Episode 38: An Ending (Meldrick)
Cast
Meldrick (POV), Aadya
Setting
The Palace, The Dells, Elesara
The walk back to their room was long and silent.
Once safely behind closed doors, Aadya’s hand reached out for his arm.
He turned in response. Her blue eyes glowed like matching aquamarines. He looked just below them, at her lips that always turned a shade darker when she was upset.
“You’re my wife but you clearly don’t want to be,” he said as he pulled himself away from Aadya’s embrace.
The arm’s length between them felt as great as the desert’s wide expanse.
He could see the hurt in her eyes, the way her hands were held like opposite magnets in her refusal to knead them together, in her need to touch and exert her emotion in some way that made her feel less vulnerable.
“It’s complicated, Mel,” she stated.
“No, it’s not Aadya.”
She let two tears fall freely, in the abyss of space that he wanted so much to cross but couldn’t, for himself and his sanity. Finally, her hands found each other.
“You don’t understand,” she insisted.
He did, actually. He had just grown tired of sympathy.
“If the roles were reversed, would you be with just him or would you come sneaking off to me at night?” Mel asked.
She was silent. Her silence said more than any words could have.
“That’s what I thought.” he stated. It was bullshit coming back, marrying her. She didn’t want this. He felt like an idiot, but she was his only. He had never been with anyone else.
“I don’t want to lose you,” she begged.
“You’re going to lose at least one of us. You can’t have everything you want in life,” he argued, even though he wanted to give her everything. It was too much to put himself through this year after year. Pregnancy after pregnancy.
All the nights she tumbled in reeking of alcohol and gancanagh were weighing on him heavier with time. He knew it was like a drug. But it didn’t take away the sting of it.
“What about the kingdom?” she whimpered through tear-filled eyes.
The kingdom. That’s what she thought about, when it came to him.
“Fuck the kingdom,” he yelled as his hands ran down his face, smearing his vision. “I’m not walking out on the kingdom. But this has to stop.”
“I can’t.”
“I said this has to stop, not you. You don’t have to do anything. No action, Aadya, is more than enough.”
“No, I mean I don’t know how.”
She looked like she was about to collapse.
He didn’t know which was better, to make her stand on her own to push her to do something, and risk losing her, or to hold her and risk being sucked back into her indecision.
He wanted, so much, to give her everything.
“Do you want to?” He asked. He wished there was somewhere to sit or something to lean against. “What do you want?”
“You,” she said, her voice grasping for something – anything.
He let his shoulders drop and his body move closer. He enveloped her in his embrace and she let her body move with the waves of tears and emotion that escaped through the walls she had kept up.
His hand slid through her waves of hair and he pressed her closer to him, “It’s okay, Aadya. It’s okay.”
“Aadya?” he breathed into her hair.
“Hmm?” she hummed, the sweetest tones of her voice coming through.
“Have you considered…”
Vulnerable. He hated being vulnerable. This was an almost impossible bridge to gap with her. A question he hated asking.
“Perhaps, you could bond to me.”
In twenty years, she had never removed the talisman around her neck. It had been given to her after Drey’s death, so she wouldn’t have to bond unless she wanted to.
Her hand reached for it, and her eyes were pools of water, as she looked at him.
“If we can’t do this without it, I don’t think we should do it at all,” she replied.
He rested his forehead against hers, and promised that as much as he loved her he would move on for himself. And for her. So she could someday meet the someone that she could bond to.
He inhaled, and her scent filled him. He didn’t want this to end. He never wanted to stop smelling the sweet tones of flowers and earth mixing in with the fresh spring showers and smouldering lava fields that made her so unique and so deliriously desirable.
“Okay,” he responded, and he stepped back.
She reached out for him, “Mel.”
“Aadya,” he said. “I don’t want you to turn into my mother. I don’t want you to be with someone that isn’t everything. We’ve done a good with this kingdom. But you deserve to fall in love. To love..” he choked back tears. “To love someone completely.”
Aadya wiped her eyes, “You don’t have to go,” she begged.
Except he did, because if he didn’t go now five years would turn into ten. Ten years could turn into a decade, a century, a millennium… their entire lives could escape them waiting for another moment where everything was as clear as it was right now.
So for her, “I do.”
He moved back, toward the doorway, toward another future where maybe he could find someone who loved him without the shadow of his mother’s tyranny.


- **Work instructions**: With all pictures excluded, restate the records that follow exactly as written.

Data tied to figure images
<<<<
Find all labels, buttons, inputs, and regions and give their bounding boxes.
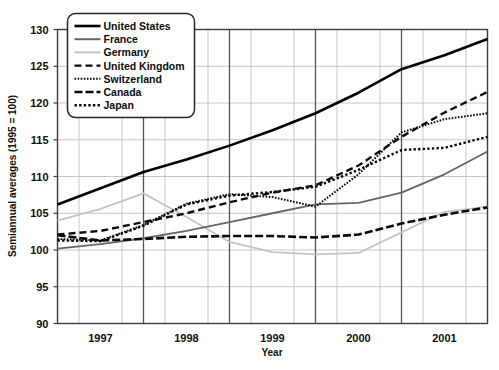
x-axis-label: Year	[261, 347, 282, 358]
line-chart: 1301251201151101051009590 19971998199920…	[0, 0, 499, 370]
legend-label-switzerland: Switzerland	[104, 73, 162, 85]
y-tick-label: 110	[31, 171, 49, 183]
y-tick-label: 115	[31, 134, 49, 146]
legend-label-united-kingdom: United Kingdom	[104, 60, 185, 72]
chart-legend: United StatesFranceGermanyUnited Kingdom…	[68, 14, 195, 118]
y-tick-label: 120	[30, 97, 48, 109]
x-tick-label: 2000	[346, 332, 370, 344]
chart-figure: 1301251201151101051009590 19971998199920…	[0, 0, 499, 370]
x-tick-label: 1999	[260, 332, 284, 344]
y-axis-label: Semiannual averages (1995 = 100)	[7, 95, 18, 257]
legend-label-united-states: United States	[104, 20, 171, 32]
legend-label-japan: Japan	[104, 99, 134, 111]
y-tick-label: 105	[30, 207, 48, 219]
legend-label-canada: Canada	[104, 86, 142, 98]
x-tick-label: 1997	[88, 332, 112, 344]
legend-label-germany: Germany	[104, 46, 150, 58]
x-tick-label: 2001	[432, 332, 456, 344]
y-tick-label: 130	[30, 24, 48, 36]
x-tick-label: 1998	[174, 332, 198, 344]
legend-label-france: France	[104, 33, 139, 45]
y-tick-label: 90	[36, 318, 48, 330]
y-tick-label: 125	[30, 60, 48, 72]
y-tick-label: 95	[36, 281, 48, 293]
y-tick-label: 100	[30, 244, 48, 256]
>>>>
- **Solution**:
Find all labels, buttons, inputs, and regions and give their bounding boxes.
x-axis-label: Year	[261, 347, 282, 358]
line-chart: 1301251201151101051009590 19971998199920…	[0, 0, 499, 370]
legend-label-switzerland: Switzerland	[104, 73, 162, 85]
y-tick-label: 110	[31, 171, 49, 183]
y-tick-label: 115	[31, 134, 49, 146]
legend-label-united-kingdom: United Kingdom	[104, 60, 185, 72]
chart-legend: United StatesFranceGermanyUnited Kingdom…	[68, 14, 195, 118]
y-tick-label: 120	[30, 97, 48, 109]
x-tick-label: 2000	[346, 332, 370, 344]
chart-figure: 1301251201151101051009590 19971998199920…	[0, 0, 499, 370]
x-tick-label: 1999	[260, 332, 284, 344]
y-axis-label: Semiannual averages (1995 = 100)	[7, 95, 18, 257]
legend-label-united-states: United States	[104, 20, 171, 32]
legend-label-japan: Japan	[104, 99, 134, 111]
y-tick-label: 105	[30, 207, 48, 219]
legend-label-canada: Canada	[104, 86, 142, 98]
x-tick-label: 1997	[88, 332, 112, 344]
legend-label-germany: Germany	[104, 46, 150, 58]
x-tick-label: 2001	[432, 332, 456, 344]
y-tick-label: 130	[30, 24, 48, 36]
x-tick-label: 1998	[174, 332, 198, 344]
legend-label-france: France	[104, 33, 139, 45]
y-tick-label: 90	[36, 318, 48, 330]
y-tick-label: 125	[30, 60, 48, 72]
y-tick-label: 95	[36, 281, 48, 293]
y-tick-label: 100	[30, 244, 48, 256]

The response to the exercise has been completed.